In 2010, the FBI raids his family home.  They claim they are looking for evidence with respect to a child pornography charge against Matt. He is convinced that they are really there with respect to some classified files that were uploaded to a server he ran called, “The Shell”, files that he copied onto USB drives, sent to various friends and then deleted due to their content.  He’s so convinced the government is targeting him and his family for the possession of these files that he even asks his dad to drive him to the Russian and Venezuelan embassies to try and defect.

While the DeHart family claims these pornography charges are bogus, there are investigators and prosecutors who seem convinced of his guilt.  However, Matt and his family believe this is all a ruse, a way for the government to detain and interrogate and, according to Matt torture him with respect to his hacking, Anonymous, and these mysterious files.  The family even flees to Canada, under the cover of night, to seek asylum there based on the UN Convention Against Torture.

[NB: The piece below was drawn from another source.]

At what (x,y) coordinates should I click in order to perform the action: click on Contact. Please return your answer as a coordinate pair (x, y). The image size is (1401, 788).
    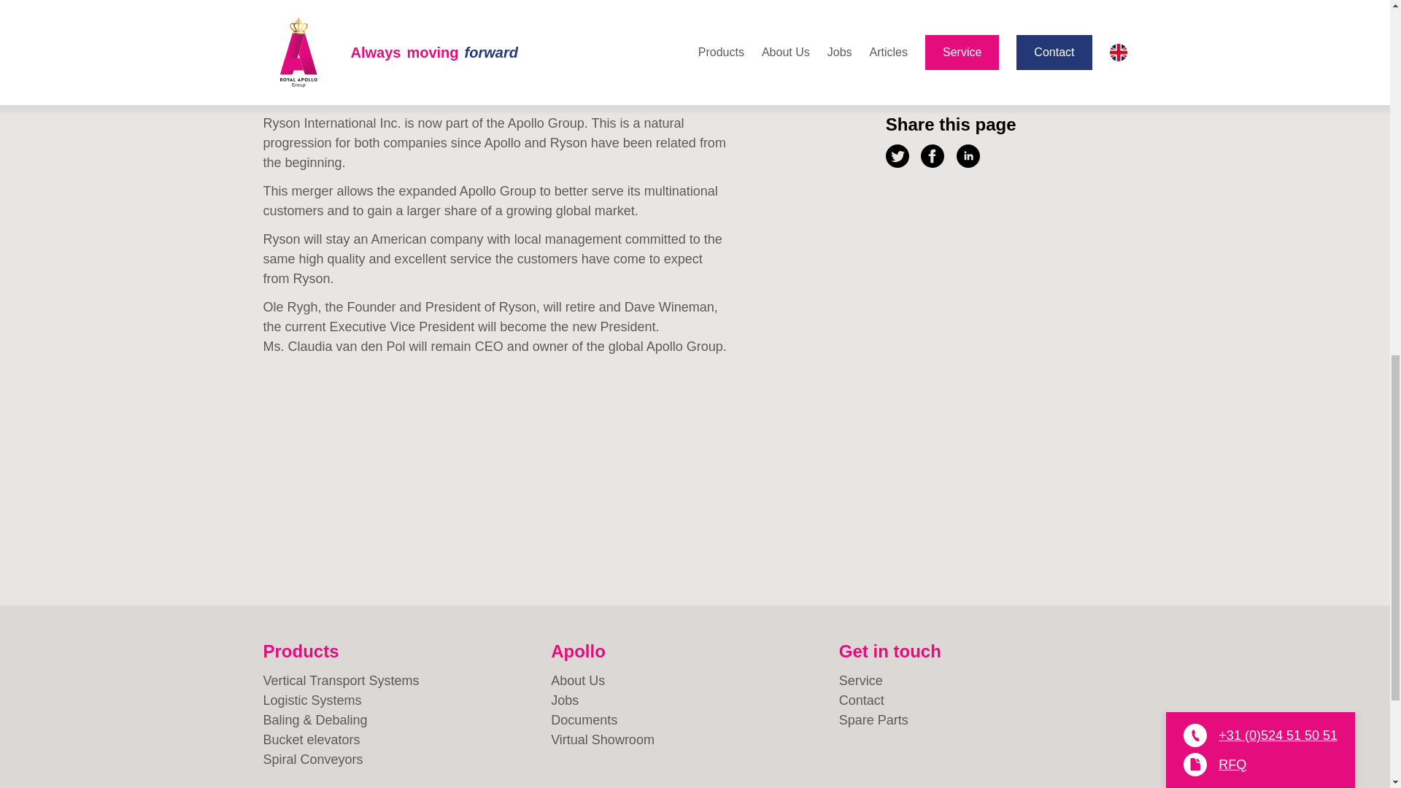
    Looking at the image, I should click on (984, 701).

There are enough twists and turns in this story to make you dizzy, but in the interviews with Matt’s family, old friends, law enforcement officials, and the DeHart’s many, many (many) lawyers it becomes hard to know who to believe.  Everyone seems an unreliable narrator so every new piece of information shifts perspective.  But if a documentary is meant to portray factual events, this film fails to ever find any confirmed truth or identify who is lying.  In fact, Matt himself is probably the only one who knows what the truth really is.  Director Sonia Kennebeck instead circles around a lot of conspiracy theories, allowing them to linger and dilute any potential reality.

Perhaps that’s the point, as one of the many, many (many) lawyers notes toward the end, “… we are all suffering from the promotion of lies as truth.”  We see this daily, in the news, on social media, from certain tweeting political leaders.  There are ideas and conspiracies that take on a life of their own, strife with their own agenda.  It’s a subject that deserves its own investigation outside of the DeHart’s influence.  While an entertaining view, and technically polished, Enemies of the State doesn’t serve up any answers.  To circle back to the opening frame, the truth is rarely pure and never simple… or questionably ever the ‘truth’ at all.